Practice a short de-escalation phrase. King’s words stopped a room. We need phrases that stop us too. Simple ones work best: “This is not our way.” “We don’t hurt people.” “We can be firm without being cruel.” In a tense moment, a steady sentence can be a lifeline.
Choose one constructive action instead of ten angry ones. Call an elected official. Write a calm letter. Attend a local forum. Volunteer with an organization that supports what you stand for (for me that is Braver Angels in particular). Donate to groups that provide food, housing support, education, and conflict mediation. Build the world you want instead of only cursing the world you fear.

Refuse to treat human beings as demons. Even when you believe someone is wrong, resist the temptation to strip their humanity. It doesn’t make you weak. It makes you wise. It’s one of the few ways we break cycles rather than repeat them.
And finally, decide in advance what you stand for, what your “movement” is. King said, “That isn’t our movement,” and in that moment he defined the soul of a cause. We need to define ours before the crisis arrives.
That’s what I am mulling over. Will my - will your “movement” be fueled by contempt, or by dignity? Will it be fueled by humiliation, or by truth? Will it be fueled by rage that burns everything down, or by courage that builds something better?
The pressure is rising in many places. The question is no longer theoretical. It’s close enough to feel.
When the moment comes, what will be our way?
Sidebar:
In a heated moment, here is what I am reminding myself -
Pause and breathe low and slow. A single calm breath can keep you from escalating the situation.

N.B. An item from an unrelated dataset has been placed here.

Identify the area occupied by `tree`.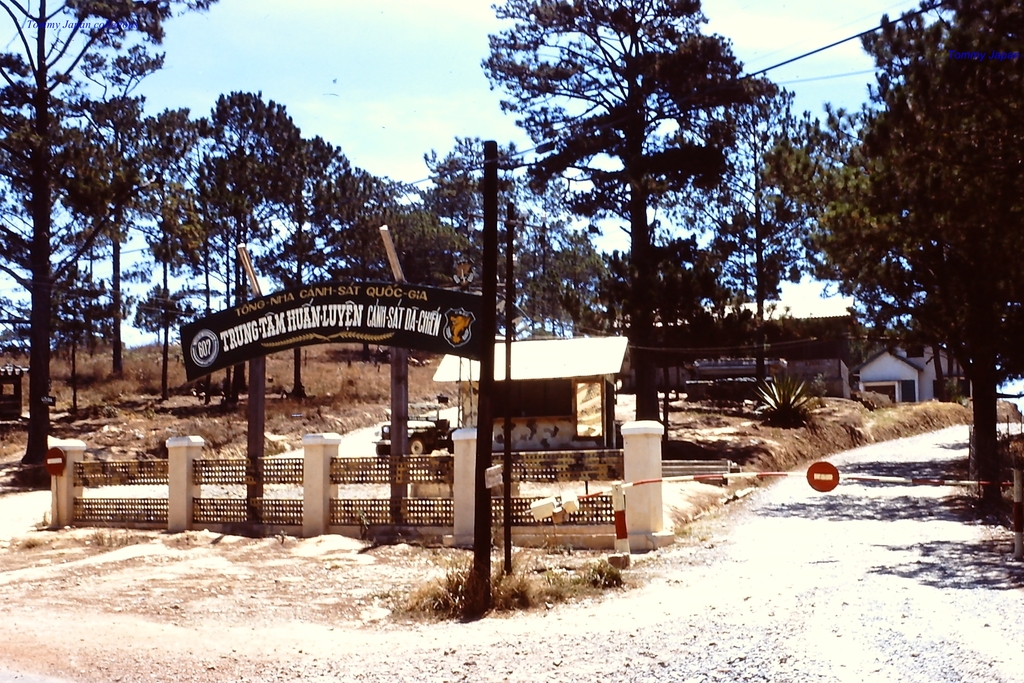
Area: x1=259 y1=127 x2=362 y2=393.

Ask one clarifying question. “What do we want the outcome to be?”
Use a steady phrase. Say: “This is not our way,” or “We don’t hurt people,” and mean it.
Create space. Step back, and give everyone a few feet of dignity.
Choose one helpful action. Call a friend, leave the scene, or offer to listen instead of arguing.
Remember the goal. Justice that humiliates usually creates backlash. Justice – fairness with dignity can change hearts and systems.
And…my friends, I am glued to all the different videos and pictures of the monks marching for peace and unity.

How might we journey together to The Good Life by finding stories that hold moral and often practical wisdom for us so that we can figure out where we stand and what actions we will take as we are caught in turbulent times?
PBS interview with Diane Nash later years https://thinktv.pbslearningmedia.org/resource/iml04.soc.ush.civil.nash/diane-nash-and-the-sit-ins/
Also a book I go back to quite often written by a conservative, Arthur Brooks, who also writes a happiness column for the Atlantic which is quite good, is Love Your Enemies: How Decent People Can Save America From the Culture of Contempt. Lots of practical as well as moral guidance (he's a strong Catholic.) Born in Spokane, lived in Seattle, now in the D.C. area.